Main Page: Difference between revisions
No edit summary |
No edit summary |
||
(127 intermediate revisions by 6 users not shown) | |||
Line 1: | Line 1: | ||
QEMU is a generic and open source machine emulator and virtualizer. | QEMU is a generic and open source machine emulator and virtualizer. | ||
When used as a machine emulator, QEMU can run OSes and programs made for one machine (e.g. an ARM board) on a different machine (e.g. your own PC). By using dynamic translation, it achieves very good performance. | When used as a machine emulator, QEMU can run OSes and programs made for one machine (e.g. an ARM board) on a different machine (e.g. your own PC). By using dynamic translation, it achieves very good performance. | ||
When used as a virtualizer, QEMU achieves near native | When used as a virtualizer, QEMU achieves near native performance by executing the guest code directly on the host CPU. QEMU supports virtualization when executing under the Xen hypervisor or using the KVM kernel module in Linux. When using KVM, QEMU can virtualize x86, server and embedded PowerPC, 64-bit POWER, S390, 32-bit and 64-bit ARM, and MIPS guests. | ||
QEMU is a member of [https://www.qemu.org/conservancy/ Software Freedom Conservancy]. | |||
QEMU releases can be downloaded here: https://www.qemu.org/download/ | |||
== Creating Accounts == | |||
To help control spam, we have disabled account creation on this wiki. To obtain an account, please contact a user with an existing wiki account and ask them to create an account for you with a dummy password. Immediately change the password after first login. If you need assistance, please ask on [[MailingLists|qemu-devel]]. | |||
Latest revision as of 11:46, 9 July 2020
QEMU is a generic and open source machine emulator and virtualizer.
When used as a machine emulator, QEMU can run OSes and programs made for one machine (e.g. an ARM board) on a different machine (e.g. your own PC). By using dynamic translation, it achieves very good performance.
When used as a virtualizer, QEMU achieves near native performance by executing the guest code directly on the host CPU. QEMU supports virtualization when executing under the Xen hypervisor or using the KVM kernel module in Linux. When using KVM, QEMU can virtualize x86, server and embedded PowerPC, 64-bit POWER, S390, 32-bit and 64-bit ARM, and MIPS guests.
QEMU is a member of Software Freedom Conservancy.
QEMU releases can be downloaded here: https://www.qemu.org/download/
Creating Accounts
To help control spam, we have disabled account creation on this wiki. To obtain an account, please contact a user with an existing wiki account and ask them to create an account for you with a dummy password. Immediately change the password after first login. If you need assistance, please ask on qemu-devel.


§ Work to complete
Line by line, copy the material that follows without leaving anything out.

§ Input data
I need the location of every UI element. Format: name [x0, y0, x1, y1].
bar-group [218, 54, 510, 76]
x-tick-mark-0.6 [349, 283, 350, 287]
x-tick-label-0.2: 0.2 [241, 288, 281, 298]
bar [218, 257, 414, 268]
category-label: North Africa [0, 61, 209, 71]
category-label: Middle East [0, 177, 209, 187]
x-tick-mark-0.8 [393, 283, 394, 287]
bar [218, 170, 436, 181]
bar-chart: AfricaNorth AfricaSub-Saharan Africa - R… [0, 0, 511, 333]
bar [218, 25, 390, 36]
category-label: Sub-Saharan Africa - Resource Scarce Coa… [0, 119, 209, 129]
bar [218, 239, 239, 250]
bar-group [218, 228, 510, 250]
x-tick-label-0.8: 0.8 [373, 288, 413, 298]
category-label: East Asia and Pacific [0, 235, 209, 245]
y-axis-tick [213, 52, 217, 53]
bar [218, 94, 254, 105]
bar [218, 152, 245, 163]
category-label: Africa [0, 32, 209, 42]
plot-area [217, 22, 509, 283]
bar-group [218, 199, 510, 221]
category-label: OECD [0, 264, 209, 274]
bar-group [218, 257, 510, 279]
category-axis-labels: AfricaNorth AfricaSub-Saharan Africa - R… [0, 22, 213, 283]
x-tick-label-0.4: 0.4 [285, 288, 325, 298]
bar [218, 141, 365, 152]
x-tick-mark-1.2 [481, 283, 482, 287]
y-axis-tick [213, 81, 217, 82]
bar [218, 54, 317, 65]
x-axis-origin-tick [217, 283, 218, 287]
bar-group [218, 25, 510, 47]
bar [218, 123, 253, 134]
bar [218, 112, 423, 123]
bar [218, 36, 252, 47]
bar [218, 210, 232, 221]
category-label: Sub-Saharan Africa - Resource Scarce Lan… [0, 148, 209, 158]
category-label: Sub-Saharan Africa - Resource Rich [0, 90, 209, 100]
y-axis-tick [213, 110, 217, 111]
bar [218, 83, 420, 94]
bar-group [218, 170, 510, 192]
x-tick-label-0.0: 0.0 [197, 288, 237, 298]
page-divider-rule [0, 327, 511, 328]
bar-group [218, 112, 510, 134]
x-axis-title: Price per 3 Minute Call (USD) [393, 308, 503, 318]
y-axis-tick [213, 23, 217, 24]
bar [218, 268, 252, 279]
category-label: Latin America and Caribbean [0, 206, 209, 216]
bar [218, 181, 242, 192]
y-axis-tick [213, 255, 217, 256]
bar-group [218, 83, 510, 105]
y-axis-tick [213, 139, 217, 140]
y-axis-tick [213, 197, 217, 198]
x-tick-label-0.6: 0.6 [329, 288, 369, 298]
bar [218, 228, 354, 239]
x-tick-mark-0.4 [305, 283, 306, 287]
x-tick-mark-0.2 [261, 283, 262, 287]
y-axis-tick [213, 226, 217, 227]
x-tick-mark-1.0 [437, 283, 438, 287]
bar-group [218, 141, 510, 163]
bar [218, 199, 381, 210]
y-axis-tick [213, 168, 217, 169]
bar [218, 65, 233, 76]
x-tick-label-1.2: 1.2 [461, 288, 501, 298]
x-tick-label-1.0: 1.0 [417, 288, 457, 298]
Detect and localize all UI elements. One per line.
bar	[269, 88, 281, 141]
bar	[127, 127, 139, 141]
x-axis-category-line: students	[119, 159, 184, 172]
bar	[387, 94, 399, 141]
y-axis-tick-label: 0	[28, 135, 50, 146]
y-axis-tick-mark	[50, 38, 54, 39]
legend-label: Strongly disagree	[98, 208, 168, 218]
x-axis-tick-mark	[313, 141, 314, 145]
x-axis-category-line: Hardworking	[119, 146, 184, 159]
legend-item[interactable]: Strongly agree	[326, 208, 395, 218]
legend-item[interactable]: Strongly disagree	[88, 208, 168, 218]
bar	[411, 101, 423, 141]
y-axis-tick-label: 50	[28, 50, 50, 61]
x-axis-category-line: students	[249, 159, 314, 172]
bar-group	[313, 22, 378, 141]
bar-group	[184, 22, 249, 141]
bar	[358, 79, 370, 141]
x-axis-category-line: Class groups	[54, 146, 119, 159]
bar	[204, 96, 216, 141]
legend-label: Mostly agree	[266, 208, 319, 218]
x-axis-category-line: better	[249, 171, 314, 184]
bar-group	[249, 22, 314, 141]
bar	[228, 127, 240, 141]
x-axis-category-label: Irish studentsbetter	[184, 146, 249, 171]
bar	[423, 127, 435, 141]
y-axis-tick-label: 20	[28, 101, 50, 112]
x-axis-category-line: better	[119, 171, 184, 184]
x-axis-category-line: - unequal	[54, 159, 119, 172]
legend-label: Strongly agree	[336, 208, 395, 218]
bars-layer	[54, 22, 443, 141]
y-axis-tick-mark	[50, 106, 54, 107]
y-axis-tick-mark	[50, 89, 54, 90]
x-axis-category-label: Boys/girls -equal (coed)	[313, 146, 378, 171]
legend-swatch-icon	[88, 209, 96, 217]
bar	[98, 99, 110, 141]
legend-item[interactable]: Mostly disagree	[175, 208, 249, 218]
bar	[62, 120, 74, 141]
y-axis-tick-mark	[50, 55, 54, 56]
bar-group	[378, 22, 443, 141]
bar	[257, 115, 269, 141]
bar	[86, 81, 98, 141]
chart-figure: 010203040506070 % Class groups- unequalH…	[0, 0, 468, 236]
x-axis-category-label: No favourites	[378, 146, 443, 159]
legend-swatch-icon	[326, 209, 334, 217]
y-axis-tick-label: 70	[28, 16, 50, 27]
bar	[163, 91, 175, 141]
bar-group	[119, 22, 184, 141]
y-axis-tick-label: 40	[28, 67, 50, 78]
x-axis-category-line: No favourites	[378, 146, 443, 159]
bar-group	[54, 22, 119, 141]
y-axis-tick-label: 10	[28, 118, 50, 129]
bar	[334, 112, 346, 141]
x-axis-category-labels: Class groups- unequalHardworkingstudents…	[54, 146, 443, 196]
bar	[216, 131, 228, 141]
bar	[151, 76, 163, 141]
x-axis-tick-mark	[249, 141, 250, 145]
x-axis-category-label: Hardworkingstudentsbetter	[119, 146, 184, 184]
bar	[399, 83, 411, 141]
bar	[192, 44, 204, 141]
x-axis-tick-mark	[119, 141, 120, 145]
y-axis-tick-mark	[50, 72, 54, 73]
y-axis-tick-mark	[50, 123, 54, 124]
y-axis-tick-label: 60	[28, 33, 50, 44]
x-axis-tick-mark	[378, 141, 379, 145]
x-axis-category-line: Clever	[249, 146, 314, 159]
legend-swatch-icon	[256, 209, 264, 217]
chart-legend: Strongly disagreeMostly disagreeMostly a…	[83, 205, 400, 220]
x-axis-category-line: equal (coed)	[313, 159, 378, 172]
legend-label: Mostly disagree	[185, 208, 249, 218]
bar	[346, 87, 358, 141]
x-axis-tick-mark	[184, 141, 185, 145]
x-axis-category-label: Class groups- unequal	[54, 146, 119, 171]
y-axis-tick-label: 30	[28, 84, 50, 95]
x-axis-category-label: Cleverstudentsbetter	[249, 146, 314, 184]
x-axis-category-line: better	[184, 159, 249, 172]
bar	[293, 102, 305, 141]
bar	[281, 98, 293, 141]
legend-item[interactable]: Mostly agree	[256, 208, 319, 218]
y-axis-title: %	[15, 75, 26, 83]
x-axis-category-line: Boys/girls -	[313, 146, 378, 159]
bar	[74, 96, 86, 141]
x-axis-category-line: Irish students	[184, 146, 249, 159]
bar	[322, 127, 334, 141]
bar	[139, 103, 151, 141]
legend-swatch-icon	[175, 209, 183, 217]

§ Task solution
I need the location of every UI element. Format: name [x0, y0, x1, y1].
bar-group [218, 54, 510, 76]
x-tick-mark-0.6 [349, 283, 350, 287]
x-tick-label-0.2: 0.2 [241, 288, 281, 298]
bar [218, 257, 414, 268]
category-label: North Africa [0, 61, 209, 71]
category-label: Middle East [0, 177, 209, 187]
x-tick-mark-0.8 [393, 283, 394, 287]
bar [218, 170, 436, 181]
bar-chart: AfricaNorth AfricaSub-Saharan Africa - R… [0, 0, 511, 333]
bar [218, 25, 390, 36]
category-label: Sub-Saharan Africa - Resource Scarce Coa… [0, 119, 209, 129]
bar [218, 239, 239, 250]
bar-group [218, 228, 510, 250]
x-tick-label-0.8: 0.8 [373, 288, 413, 298]
category-label: East Asia and Pacific [0, 235, 209, 245]
y-axis-tick [213, 52, 217, 53]
bar [218, 94, 254, 105]
bar [218, 152, 245, 163]
category-label: Africa [0, 32, 209, 42]
plot-area [217, 22, 509, 283]
bar-group [218, 199, 510, 221]
category-label: OECD [0, 264, 209, 274]
bar-group [218, 257, 510, 279]
category-axis-labels: AfricaNorth AfricaSub-Saharan Africa - R… [0, 22, 213, 283]
x-tick-label-0.4: 0.4 [285, 288, 325, 298]
bar [218, 141, 365, 152]
x-tick-mark-1.2 [481, 283, 482, 287]
y-axis-tick [213, 81, 217, 82]
bar [218, 54, 317, 65]
x-axis-origin-tick [217, 283, 218, 287]
bar-group [218, 25, 510, 47]
bar [218, 123, 253, 134]
bar [218, 112, 423, 123]
bar [218, 36, 252, 47]
bar [218, 210, 232, 221]
category-label: Sub-Saharan Africa - Resource Scarce Lan… [0, 148, 209, 158]
category-label: Sub-Saharan Africa - Resource Rich [0, 90, 209, 100]
y-axis-tick [213, 110, 217, 111]
bar [218, 83, 420, 94]
bar-group [218, 170, 510, 192]
x-tick-label-0.0: 0.0 [197, 288, 237, 298]
page-divider-rule [0, 327, 511, 328]
bar-group [218, 112, 510, 134]
x-axis-title: Price per 3 Minute Call (USD) [393, 308, 503, 318]
y-axis-tick [213, 23, 217, 24]
bar [218, 268, 252, 279]
category-label: Latin America and Caribbean [0, 206, 209, 216]
bar [218, 181, 242, 192]
y-axis-tick [213, 255, 217, 256]
bar-group [218, 83, 510, 105]
y-axis-tick [213, 139, 217, 140]
y-axis-tick [213, 197, 217, 198]
x-tick-label-0.6: 0.6 [329, 288, 369, 298]
bar [218, 228, 354, 239]
x-tick-mark-0.4 [305, 283, 306, 287]
x-tick-mark-0.2 [261, 283, 262, 287]
y-axis-tick [213, 226, 217, 227]
x-tick-mark-1.0 [437, 283, 438, 287]
bar-group [218, 141, 510, 163]
bar [218, 199, 381, 210]
y-axis-tick [213, 168, 217, 169]
bar [218, 65, 233, 76]
x-tick-label-1.2: 1.2 [461, 288, 501, 298]
x-tick-label-1.0: 1.0 [417, 288, 457, 298]
Detect and localize all UI elements. One per line.
bar	[269, 88, 281, 141]
bar	[127, 127, 139, 141]
x-axis-category-line: students	[119, 159, 184, 172]
bar	[387, 94, 399, 141]
y-axis-tick-label: 0	[28, 135, 50, 146]
y-axis-tick-mark	[50, 38, 54, 39]
legend-label: Strongly disagree	[98, 208, 168, 218]
x-axis-tick-mark	[313, 141, 314, 145]
x-axis-category-line: Hardworking	[119, 146, 184, 159]
legend-item[interactable]: Strongly agree	[326, 208, 395, 218]
legend-item[interactable]: Strongly disagree	[88, 208, 168, 218]
bar	[411, 101, 423, 141]
y-axis-tick-label: 50	[28, 50, 50, 61]
x-axis-category-line: students	[249, 159, 314, 172]
bar-group	[313, 22, 378, 141]
bar-group	[184, 22, 249, 141]
bar	[358, 79, 370, 141]
x-axis-category-line: Class groups	[54, 146, 119, 159]
bar	[204, 96, 216, 141]
legend-label: Mostly agree	[266, 208, 319, 218]
x-axis-category-line: better	[249, 171, 314, 184]
bar-group	[249, 22, 314, 141]
bar	[228, 127, 240, 141]
x-axis-category-label: Irish studentsbetter	[184, 146, 249, 171]
bar	[423, 127, 435, 141]
y-axis-tick-label: 20	[28, 101, 50, 112]
x-axis-category-line: better	[119, 171, 184, 184]
x-axis-category-line: - unequal	[54, 159, 119, 172]
legend-label: Strongly agree	[336, 208, 395, 218]
bars-layer	[54, 22, 443, 141]
y-axis-tick-mark	[50, 106, 54, 107]
y-axis-tick-mark	[50, 89, 54, 90]
x-axis-category-label: Boys/girls -equal (coed)	[313, 146, 378, 171]
legend-swatch-icon	[88, 209, 96, 217]
bar	[98, 99, 110, 141]
legend-item[interactable]: Mostly disagree	[175, 208, 249, 218]
bar	[62, 120, 74, 141]
y-axis-tick-mark	[50, 55, 54, 56]
bar-group	[378, 22, 443, 141]
bar	[257, 115, 269, 141]
bar	[86, 81, 98, 141]
chart-figure: 010203040506070 % Class groups- unequalH…	[0, 0, 468, 236]
x-axis-category-label: No favourites	[378, 146, 443, 159]
legend-swatch-icon	[326, 209, 334, 217]
y-axis-tick-label: 70	[28, 16, 50, 27]
bar	[163, 91, 175, 141]
bar-group	[119, 22, 184, 141]
y-axis-tick-label: 40	[28, 67, 50, 78]
x-axis-category-line: No favourites	[378, 146, 443, 159]
bar-group	[54, 22, 119, 141]
y-axis-tick-label: 10	[28, 118, 50, 129]
bar	[334, 112, 346, 141]
x-axis-category-labels: Class groups- unequalHardworkingstudents…	[54, 146, 443, 196]
bar	[216, 131, 228, 141]
bar	[151, 76, 163, 141]
x-axis-tick-mark	[249, 141, 250, 145]
x-axis-category-label: Hardworkingstudentsbetter	[119, 146, 184, 184]
bar	[399, 83, 411, 141]
bar	[192, 44, 204, 141]
x-axis-tick-mark	[119, 141, 120, 145]
y-axis-tick-mark	[50, 72, 54, 73]
y-axis-tick-mark	[50, 123, 54, 124]
y-axis-tick-label: 60	[28, 33, 50, 44]
x-axis-tick-mark	[378, 141, 379, 145]
x-axis-category-line: Clever	[249, 146, 314, 159]
legend-swatch-icon	[256, 209, 264, 217]
chart-legend: Strongly disagreeMostly disagreeMostly a…	[83, 205, 400, 220]
x-axis-category-line: equal (coed)	[313, 159, 378, 172]
legend-label: Mostly disagree	[185, 208, 249, 218]
bar	[346, 87, 358, 141]
x-axis-tick-mark	[184, 141, 185, 145]
x-axis-category-label: Class groups- unequal	[54, 146, 119, 171]
y-axis-tick-label: 30	[28, 84, 50, 95]
x-axis-category-label: Cleverstudentsbetter	[249, 146, 314, 184]
x-axis-category-line: better	[184, 159, 249, 172]
bar	[293, 102, 305, 141]
bar	[281, 98, 293, 141]
legend-item[interactable]: Mostly agree	[256, 208, 319, 218]
y-axis-title: %	[15, 75, 26, 83]
x-axis-category-line: Boys/girls -	[313, 146, 378, 159]
bar	[74, 96, 86, 141]
x-axis-category-line: Irish students	[184, 146, 249, 159]
bar	[322, 127, 334, 141]
bar	[139, 103, 151, 141]
legend-swatch-icon	[175, 209, 183, 217]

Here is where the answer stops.